Anyone who’s watched a Viagra commercial knows that Pfizer ($PFE) isn’t too embarrassed to talk about sex. Anyone who’s run across Pfizer’s “Get Old” campaign knows it doesn’t shy away from aging, either. Now, the drug giant is going equal opportunity on the sex-and-aging talk, and “Desperate Housewives” actress Brenda Strong has the dialogue.
With its latest menopause awareness campaign, Pfizer is taking a break from hot flashes and night sweats. Instead, it’s focusing on some lesser-known effects of menopause, namely painful intercourse and vaginal atrophy. They’re not terms tossed around at your average dinner party, and Pfizer’s campaign capitalizes on the uncomfortable.
Brenda Strong |
Aptly titled “Let’s Talk About Change,” the campaign has launched with a YouTube video titled “The Other Talk.” In one scene, Strong’s character engages her daughter in the birds-and-bees conversation so often lampooned in Hollywood comedies. Predictably, said daughter closes the door in her mother’s face. But then the tables are turned. Strong’s character finds herself in an awkward conversation with her mother–about menopause and its effects on her mother’s sex life.

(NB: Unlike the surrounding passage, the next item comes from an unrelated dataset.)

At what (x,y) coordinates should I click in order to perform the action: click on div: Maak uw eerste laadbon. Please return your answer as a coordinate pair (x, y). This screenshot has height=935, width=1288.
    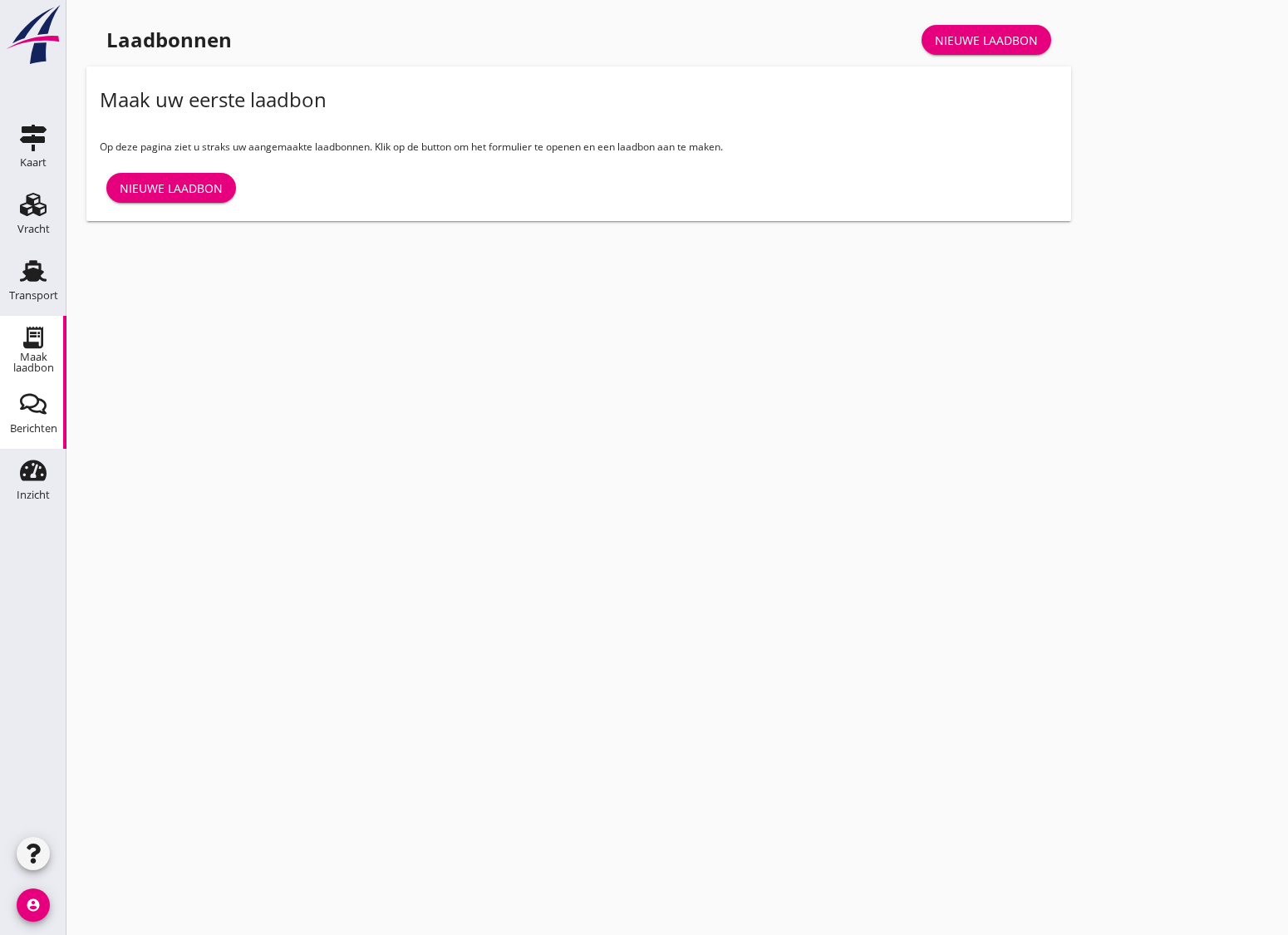
    Looking at the image, I should click on (213, 100).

Talk about squirm-worthy. The vaginal problems are “manageable” and “normal,” the mother says. Strong’s character replies, “The changes might be normal, but talking about my mother’s sex life certainly isn’t.”
Pfizer’s point is that women need to talk to someone about these little-known effects of menopause. If not their mothers, then perhaps their partners–and most importantly for Pfizer, their doctors. “It’s our hope that ‘The Other Talk’ video will prompt new dialogue about the symptoms of post-menopause,” Strong says in a Pfizer release. “The video is funny, but has an important message–more women should be talking about these changes and taking action to help find relief. Women should not have to suffer in silence.”
If women did ask their doctors–and if the conversation goes as Pfizer might hope–women would not only hear about symptoms but also get information about the company’s products for those very symptoms.
To give a nudge, the “Let’s Talk” home page includes a link to Pfizer’s Estring brand website. A vaginal ring that releases estrogen over a 90-day period, Estring is approved specifically to treat any unpleasant menopausal changes in the vagina and is designed to act locally rather than systemically. Among its rivals is Osphena, approved in February 2013; Shionogi specifically touts it as a nonestrogen treatment for vaginal changes around menopause.
Estring is just one in Pfizer’s lineup of hormonal treatments for menopausal side effects. Its Premarin line of products, acquired along with Wyeth in 2009, still generates blockbuster-level sales, with $768 million for the first 9 months of 2014. Pfizer knows well about potential side effects of hormonal therapy in menopausal women; it paid $1.2 billion in 2012 to settle lawsuits over its Prempro drug and its links to breast cancer.
In October 2013, the company won approval for Duavee, which pairs estrogen with bazedoxifene, an ingredient designed to temper some of the safety risks that can accompany solo therapy with estrogen. Approved to treat hot flashes and to help prevent postmenopausal osteoporosis, the drug goes up against a new nonhormonal pill for hot flashes, Brisdelle, and a variety of hormone-based osteoporosis fighters, including Eli Lilly’s ($LLY) Evista.